In my last blog, we met George Joseph Smith. Smith graduated from marrying women to steal their money to killing them for insurance payouts, the “Brides in the Bath” case. This week’s crime is a tragic robbery turned kidnapping that ended in murder. In 1978, thieves abducted and killed four young workers from an Indianapolis-area Burger Chef.
Burger Chef Employees Disappear
In the late 1950s through the 1960s, Burger Chef was a popular hamburger franchise second only to McDonald’s. But as it entered the 1970s, the chain was in decline after a sale to General Foods. Many Burger Chef restaurants still operated through the decade, including one at 5725 Crawfordsville Road in Speedway, Indiana, about a mile from the famous Indianapolis Motor Speedway.

Just after midnight on Friday, November 17, 1978, Brian Kring, a Burger Chef employee, dropped by the restaurant. It was after closing time, but he planned to visit his coworkers and see if they needed help cleaning up. But the restaurant was empty. Moreover, the safe was open, and the back door stood ajar. Two empty currency bags and an empty roll of adhesive tape lay near the safe. Cash register drawers were on the floor with nothing in them, and $100 of rolled coins ($463 in 2023) remained in the safe.
There was no sign of the missing employees: assistant manager Jayne Friedt, 20; Daniel Davis, 16; Mark Flemmonds, 16; and Ruth Ellen Shelton, 18. Three of the four were still in high school.

Police first investigated the crime as petty theft. They assumed the four young employees had absconded with the $581 ($2,666 in 2023) from the safe and went partying. Even though the women left their jackets and purses in the restaurant, there was no sign of a struggle. After a cursory examination of the scene, police allowed restaurant staff to finish cleaning and reopen Saturday morning. This proved to be an enormous mistake, as it obliterated any potential evidence.

Murders Discovered
None of the four missing employees showed up Saturday. Furthermore, Jayne Friedt’s 1974 Chevrolet Vega was found abandoned about a mile south of the Burger Chef. Now it appeared that the four had been abducted after the restaurant closed. Officials now regretted allowing the restaurant to reopen without processing it as a crime scene.
On Sunday, November 19, hikers found the bodies of all four missing employees in a wooded area of Johnson County, 20 miles from Speedway. Davis and Shelton had been shot with a .38 caliber firearm, Friedt had been stabbed, and Flemmonds bludgeoned. All four still wore their Burger Chef uniforms.
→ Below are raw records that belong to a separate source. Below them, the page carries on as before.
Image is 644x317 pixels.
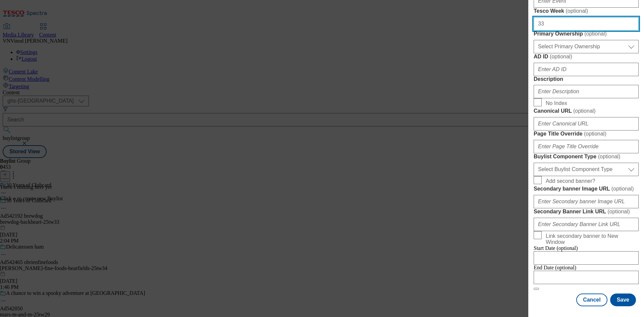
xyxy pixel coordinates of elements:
[598,154,621,159] span: ( optional )
[534,265,576,270] span: End Date (optional)
[584,31,607,37] span: ( optional )
[534,53,639,60] label: AD ID
[534,185,639,192] label: Secondary banner Image URL
[584,131,606,137] span: ( optional )
[546,233,636,245] span: Link secondary banner to New Window
[534,85,639,98] input: Enter Description
[534,154,639,160] label: Buylist Component Type
[534,140,639,154] input: Enter Page Title Override
[534,31,639,37] label: Primary Ownership
[546,178,596,184] span: Add second banner?
[546,100,567,106] span: No Index
[534,117,639,131] input: Enter Canonical URL
[576,294,607,306] button: Cancel
[550,54,572,59] span: ( optional )
[607,209,630,215] span: ( optional )
[534,131,639,138] label: Page Title Override
[534,271,639,284] input: Enter Date
[534,62,639,76] input: Enter AD ID
[534,195,639,209] input: Enter Secondary banner Image URL
[534,76,639,82] label: Description
[534,245,578,251] span: Start Date (optional)
[573,108,596,114] span: ( optional )
[534,218,639,231] input: Enter Secondary Banner Link URL
[534,251,639,265] input: Enter Date
[611,186,634,191] span: ( optional )
[610,294,636,306] button: Save
[534,8,639,15] label: Tesco Week
[534,108,639,114] label: Canonical URL
[534,17,639,31] input: Enter Tesco Week
[566,8,588,14] span: ( optional )
[534,209,639,215] label: Secondary Banner Link URL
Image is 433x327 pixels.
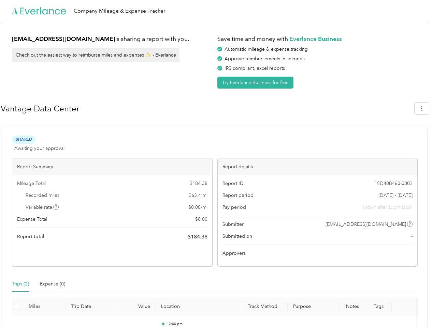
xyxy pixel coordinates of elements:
span: Recorded miles [26,192,59,199]
div: Report details [218,159,417,175]
span: Approvers [222,250,246,257]
span: Automatic mileage & expense tracking [224,46,308,52]
span: Report total [17,233,44,240]
span: Submitted on [222,233,252,240]
div: Check out the easiest way to reimburse miles and expenses ✨ - Everlance [12,48,179,62]
strong: Everlance Business [289,35,342,42]
span: Submitter [222,221,244,228]
div: Company Mileage & Expense Tracker [74,7,165,15]
div: Expense (0) [40,281,65,288]
h1: is sharing a report with you. [12,35,212,43]
th: Location [156,298,242,316]
h1: Save time and money with [217,35,418,43]
th: Miles [23,298,65,316]
span: Shared [12,136,35,144]
span: Mileage Total [17,180,46,187]
span: 263.4 mi [189,192,207,199]
th: Notes [339,298,365,316]
th: Tags [365,298,391,316]
th: Value [114,298,156,316]
span: $ 0.00 / mi [188,204,207,211]
span: Variable rate [26,204,59,211]
span: Expense Total [17,216,47,223]
div: Report Summary [12,159,212,175]
span: $ 184.38 [190,180,207,187]
span: $ 0.00 [195,216,207,223]
strong: [EMAIL_ADDRESS][DOMAIN_NAME] [12,35,115,42]
span: [EMAIL_ADDRESS][DOMAIN_NAME] [325,221,406,228]
h1: Vantage Data Center [1,101,410,117]
span: shown after submission [362,204,412,211]
span: Awaiting your approval [14,145,64,152]
span: Pay period [222,204,246,211]
th: Purpose [287,298,340,316]
span: Report period [222,192,253,199]
span: Approve reimbursements in seconds [224,56,305,62]
div: Trips (2) [12,281,29,288]
span: - [411,233,412,240]
span: $ 184.38 [188,233,207,241]
span: [DATE] - [DATE] [378,192,412,199]
p: 12:00 pm [167,322,237,327]
th: Trip Date [65,298,114,316]
button: Try Everlance Business for free [217,77,293,89]
th: Track Method [242,298,287,316]
span: IRS compliant, excel reports [224,65,285,71]
span: 15D40B460-0002 [374,180,412,187]
span: Report ID [222,180,244,187]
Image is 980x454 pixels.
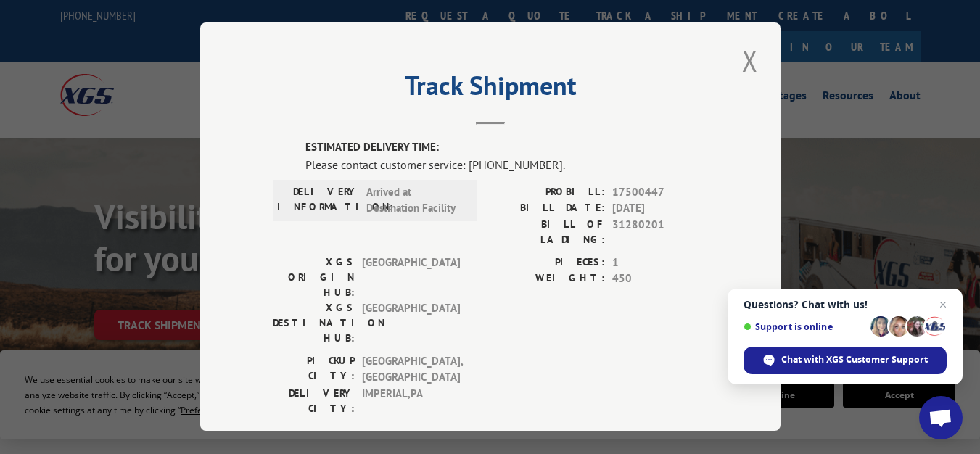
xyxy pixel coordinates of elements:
[744,299,947,311] span: Questions? Chat with us!
[613,254,708,271] span: 1
[272,75,708,103] h2: Track Shipment
[277,184,359,217] label: DELIVERY INFORMATION:
[613,217,708,248] span: 31280201
[272,300,355,346] label: XGS DESTINATION HUB:
[781,353,928,367] span: Chat with XGS Customer Support
[306,156,708,173] div: Please contact customer service: [PHONE_NUMBER].
[919,396,963,440] a: Open chat
[613,184,708,201] span: 17500447
[491,184,605,201] label: PROBILL:
[362,386,460,416] span: IMPERIAL , PA
[613,271,708,288] span: 450
[491,271,605,288] label: WEIGHT:
[362,300,460,346] span: [GEOGRAPHIC_DATA]
[272,254,355,300] label: XGS ORIGIN HUB:
[491,254,605,271] label: PIECES:
[306,139,708,156] label: ESTIMATED DELIVERY TIME:
[362,254,460,300] span: [GEOGRAPHIC_DATA]
[367,184,464,217] span: Arrived at Destination Facility
[744,347,947,374] span: Chat with XGS Customer Support
[272,353,355,386] label: PICKUP CITY:
[613,200,708,217] span: [DATE]
[738,41,762,81] button: Close modal
[491,200,605,217] label: BILL DATE:
[272,386,355,416] label: DELIVERY CITY:
[362,353,460,386] span: [GEOGRAPHIC_DATA] , [GEOGRAPHIC_DATA]
[491,217,605,248] label: BILL OF LADING:
[744,321,866,332] span: Support is online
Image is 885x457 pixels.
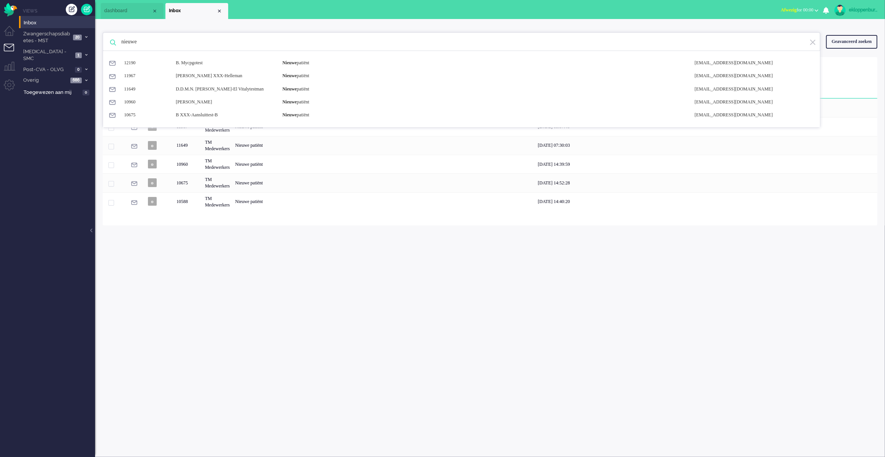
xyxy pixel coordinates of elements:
span: Zwangerschapsdiabetes - MST [22,30,71,44]
div: patiënt [277,86,689,92]
div: 11649 [174,136,202,155]
img: ic_e-mail_grey.svg [131,162,137,168]
img: ic_e-mail_grey.svg [109,73,116,80]
div: TM Medewerkers [202,173,232,192]
div: Nieuwe patiënt [232,192,535,211]
span: 0 [75,67,82,73]
div: patiënt [277,60,689,66]
img: ic_e-mail_grey.svg [109,112,116,119]
div: [DATE] 14:39:59 [535,155,877,173]
div: patiënt [277,99,689,105]
span: o [148,178,157,187]
img: ic_e-mail_grey.svg [109,86,116,93]
li: Views [23,8,95,14]
div: ekloppenburg [849,6,877,14]
span: 20 [73,35,82,40]
span: 686 [70,78,82,83]
div: Nieuwe patiënt [232,136,535,155]
div: B. Mycpgotest [170,60,276,66]
li: Dashboard [101,3,164,19]
div: 11649 [120,86,170,92]
b: Nieuwe [283,99,297,105]
div: patiënt [277,73,689,79]
div: 10960 [103,155,877,173]
b: Nieuwe [283,112,297,118]
div: [PERSON_NAME] XXX-Helleman [170,73,276,79]
li: Dashboard menu [4,26,21,43]
span: dashboard [104,8,152,14]
img: ic_e-mail_grey.svg [109,60,116,67]
div: Geavanceerd zoeken [826,35,877,48]
div: Nieuwe patiënt [232,155,535,173]
div: [EMAIL_ADDRESS][DOMAIN_NAME] [689,86,817,92]
div: Close tab [216,8,222,14]
img: flow_omnibird.svg [4,3,17,16]
li: Tickets menu [4,44,21,61]
li: Admin menu [4,79,21,97]
img: ic-exit.svg [809,39,816,46]
a: Toegewezen aan mij 0 [22,88,95,96]
div: [EMAIL_ADDRESS][DOMAIN_NAME] [689,60,817,66]
div: 11967 [120,73,170,79]
div: 10675 [120,112,170,118]
div: 10588 [174,192,202,211]
span: o [148,197,157,206]
div: 11649 [103,136,877,155]
span: Overig [22,77,68,84]
li: Supervisor menu [4,62,21,79]
button: Afwezigfor 00:00 [776,5,823,16]
li: Afwezigfor 00:00 [776,2,823,19]
div: [EMAIL_ADDRESS][DOMAIN_NAME] [689,112,817,118]
div: 10960 [174,155,202,173]
div: Creëer ticket [66,4,77,15]
img: ic_e-mail_grey.svg [131,143,137,149]
div: Nieuwe patiënt [232,173,535,192]
span: 1 [75,52,82,58]
div: 10675 [174,173,202,192]
div: D.D.M.N. [PERSON_NAME]-El Vitalytestman [170,86,276,92]
div: 10675 [103,173,877,192]
span: Inbox [24,19,95,27]
div: [PERSON_NAME] [170,99,276,105]
div: 10588 [103,192,877,211]
div: Close tab [152,8,158,14]
input: Zoek: ticket ID, patiëntnaam, patiëntID, inhoud, titel, adres [116,33,810,51]
span: for 00:00 [781,7,813,13]
b: Nieuwe [283,60,297,65]
div: [DATE] 07:30:03 [535,136,877,155]
a: Omnidesk [4,5,17,11]
div: patiënt [277,112,689,118]
div: TM Medewerkers [202,136,232,155]
div: [DATE] 14:40:20 [535,192,877,211]
div: TM Medewerkers [202,155,232,173]
div: 10960 [120,99,170,105]
img: ic_e-mail_grey.svg [109,99,116,106]
span: Inbox [169,8,216,14]
a: Inbox [22,18,95,27]
div: [DATE] 14:52:28 [535,173,877,192]
b: Nieuwe [283,86,297,92]
span: Afwezig [781,7,796,13]
img: avatar [834,5,846,16]
span: [MEDICAL_DATA] - SMC [22,48,73,62]
div: B XXX-Aansluittest-B [170,112,276,118]
span: Post-CVA - OLVG [22,66,73,73]
span: Toegewezen aan mij [24,89,80,96]
li: View [165,3,228,19]
span: o [148,141,157,150]
a: ekloppenburg [833,5,877,16]
div: TM Medewerkers [202,192,232,211]
span: 0 [83,90,89,95]
div: [EMAIL_ADDRESS][DOMAIN_NAME] [689,99,817,105]
div: 12190 [120,60,170,66]
img: ic_e-mail_grey.svg [131,199,137,206]
span: o [148,160,157,168]
a: Quick Ticket [81,4,92,15]
img: ic_e-mail_grey.svg [131,180,137,187]
b: Nieuwe [283,73,297,78]
div: [EMAIL_ADDRESS][DOMAIN_NAME] [689,73,817,79]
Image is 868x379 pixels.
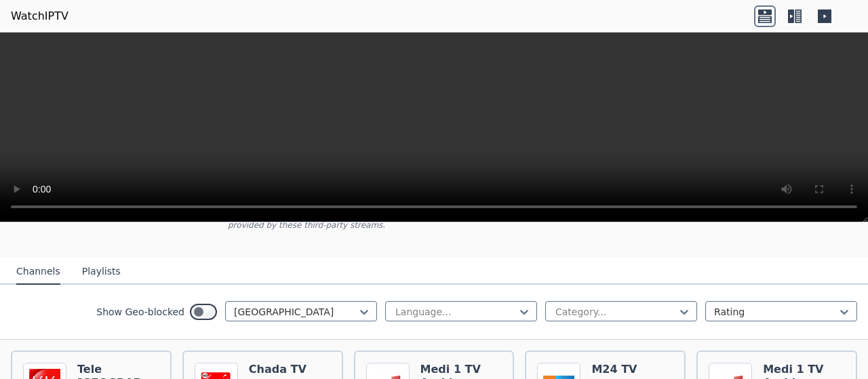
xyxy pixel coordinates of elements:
[17,259,60,285] button: Channels
[96,305,184,319] label: Show Geo-blocked
[82,259,121,285] button: Playlists
[249,362,308,376] h6: Chada TV
[591,362,651,376] h6: M24 TV
[10,8,68,24] a: WatchIPTV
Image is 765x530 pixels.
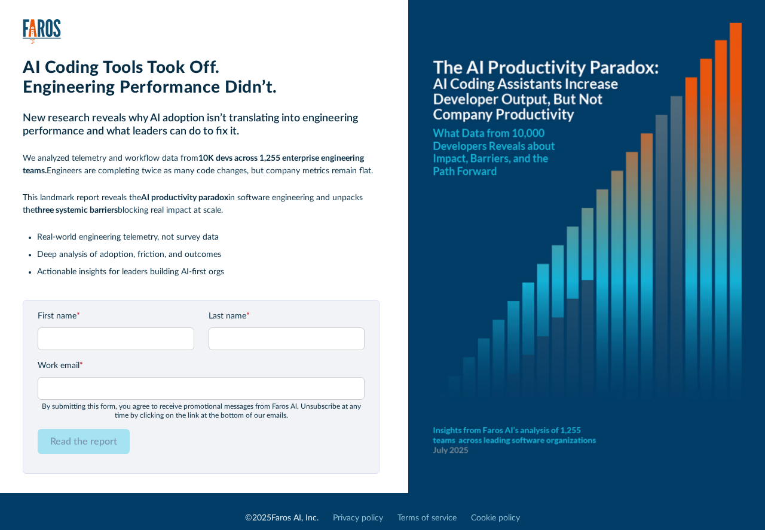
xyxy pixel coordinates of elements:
[23,112,380,138] h2: New research reveals why AI adoption isn’t translating into engineering performance and what lead...
[23,58,380,78] h1: AI Coding Tools Took Off.
[23,192,380,217] p: This landmark report reveals the in software engineering and unpacks the blocking real impact at ...
[252,514,271,522] span: 2025
[23,78,380,98] h1: Engineering Performance Didn’t.
[333,512,383,525] a: Privacy policy
[38,360,365,372] label: Work email
[209,310,365,323] label: Last name
[141,194,228,202] strong: AI productivity paradox
[37,266,380,279] li: Actionable insights for leaders building AI-first orgs
[397,512,457,525] a: Terms of service
[471,512,520,525] a: Cookie policy
[245,512,319,525] div: © Faros AI, Inc.
[38,402,365,420] div: By submitting this form, you agree to receive promotional messages from Faros Al. Unsubscribe at ...
[35,206,118,215] strong: three systemic barriers
[37,231,380,244] li: Real-world engineering telemetry, not survey data
[38,310,365,464] form: Email Form
[38,429,130,454] input: Read the report
[37,249,380,261] li: Deep analysis of adoption, friction, and outcomes
[38,310,194,323] label: First name
[23,152,380,178] p: We analyzed telemetry and workflow data from Engineers are completing twice as many code changes,...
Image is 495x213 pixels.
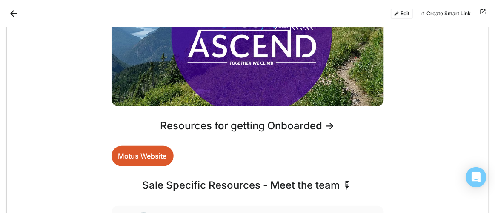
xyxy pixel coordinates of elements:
h2: Resources for getting Onboarded → [112,120,384,132]
button: Edit [391,9,414,19]
div: Open Intercom Messenger [466,167,487,188]
button: Back [7,7,20,20]
button: Create Smart Link [417,9,475,19]
a: Motus Website [112,146,174,167]
h2: Sale Specific Resources - Meet the team 🎙 [112,180,384,193]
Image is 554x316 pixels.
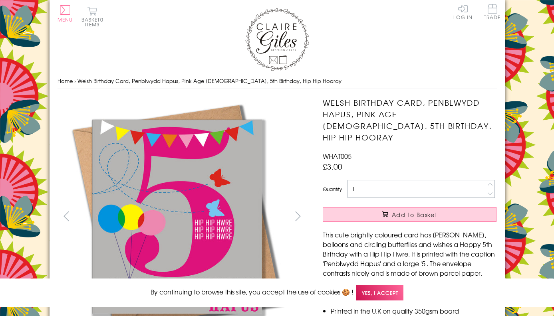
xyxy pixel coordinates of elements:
[323,151,351,161] span: WHAT005
[289,207,307,225] button: next
[453,4,472,20] a: Log In
[323,186,342,193] label: Quantity
[331,306,496,316] li: Printed in the U.K on quality 350gsm board
[484,4,501,20] span: Trade
[57,16,73,23] span: Menu
[323,97,496,143] h1: Welsh Birthday Card, Penblwydd Hapus, Pink Age [DEMOGRAPHIC_DATA], 5th Birthday, Hip Hip Hooray
[245,8,309,71] img: Claire Giles Greetings Cards
[57,73,497,89] nav: breadcrumbs
[57,77,73,85] a: Home
[85,16,103,28] span: 0 items
[356,285,403,301] span: Yes, I accept
[74,77,76,85] span: ›
[323,161,342,172] span: £3.00
[57,207,75,225] button: prev
[77,77,341,85] span: Welsh Birthday Card, Penblwydd Hapus, Pink Age [DEMOGRAPHIC_DATA], 5th Birthday, Hip Hip Hooray
[81,6,103,27] button: Basket0 items
[57,5,73,22] button: Menu
[323,230,496,278] p: This cute brightly coloured card has [PERSON_NAME], balloons and circling butterflies and wishes ...
[392,211,437,219] span: Add to Basket
[323,207,496,222] button: Add to Basket
[484,4,501,21] a: Trade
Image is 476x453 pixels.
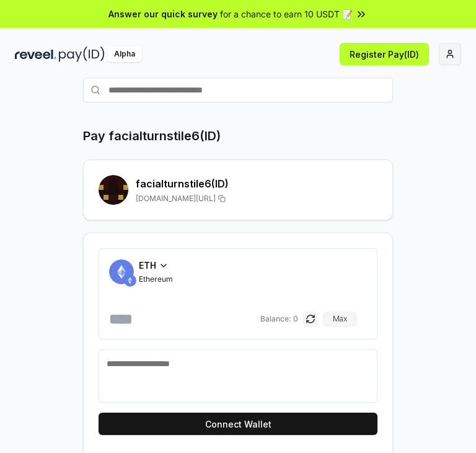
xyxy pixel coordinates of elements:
button: Connect Wallet [98,413,378,435]
span: Ethereum [139,274,173,284]
span: for a chance to earn 10 USDT 📝 [220,8,353,21]
button: Register Pay(ID) [340,43,430,65]
img: ETH.svg [124,274,136,286]
img: pay_id [59,46,105,62]
span: Balance: [260,314,291,324]
h1: Pay facialturnstile6(ID) [83,127,221,145]
h2: facialturnstile6 (ID) [136,176,378,191]
img: reveel_dark [15,46,56,62]
div: Alpha [107,46,142,62]
span: [DOMAIN_NAME][URL] [136,193,216,203]
span: ETH [139,259,156,272]
span: 0 [293,314,299,324]
button: Max [323,311,357,326]
span: Answer our quick survey [109,8,218,21]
Investigators uncovered a 16-year-old eyewitness who saw two suspicious men in a car outside the Burger Chef just before closing. Both men were Caucasian and in their thirties. One man had a beard; the other was clean-shaven with light-colored hair. Despite this witness, police could not identify a suspect they could charge in the case.
A Confession to the Burger Chef Murders
Six years after the murders, a man named Donald Ray Forrester contacted detectives. Forrester was incarcerated in the Pendleton Correctional Facility but scheduled to be transferred to a notoriously violent state prison. He said he would confess his part in the Burger Chef murders to prevent the transfer.

Forrester confessed to shooting Davis and Shelton. He led police to the crime scene in the woods and described the location and position of the bodies. He also knew that the handle broke off the knife used to stab Friedt, which was not widely publicized.
According to Forrester, Friedt’s brother James owed money on a drug deal, so he and three other associates had gone to the restaurant to threaten her. But when Flemmonds intervened to protect Friedt, a fight broke out. Flemmonds fell and hit his head on the bumper of a car. Believing he was dead or dying, Forrester and his accomplices decided to abduct and kill all the employees. They wanted no witnesses to their crime.
As promising as this lead sounded, it went nowhere. After someone within the Marion County sheriff’s office leaked details of Forrester’s cooperation, he recanted his confession and claimed it was coerced.
Epilogue
Despite thousands of hours of investigative work and a $25,000 reward offered by Burger Chef, no one was ever prosecuted for the four murders. The case officially remains unsolved.
Donald Ray Forrester died in prison from cancer in 2006 at age 55. Authorities were never able to charge him with the murders.
Julie Young published a book about the case, The Burger Chef Murders in Indiana, in 2021.
On September 5, 2002, Investigation Discovery a documentary about the case, Murders at the Burger Joint.

In the summer of 2018, family and friends of the victims solicited funds to plant four red oak to honor the victims. The response was overwhelming. There was enough extra money to install a marble bench dedicated to the four. The memorial is in Speedway’s Leonard Park.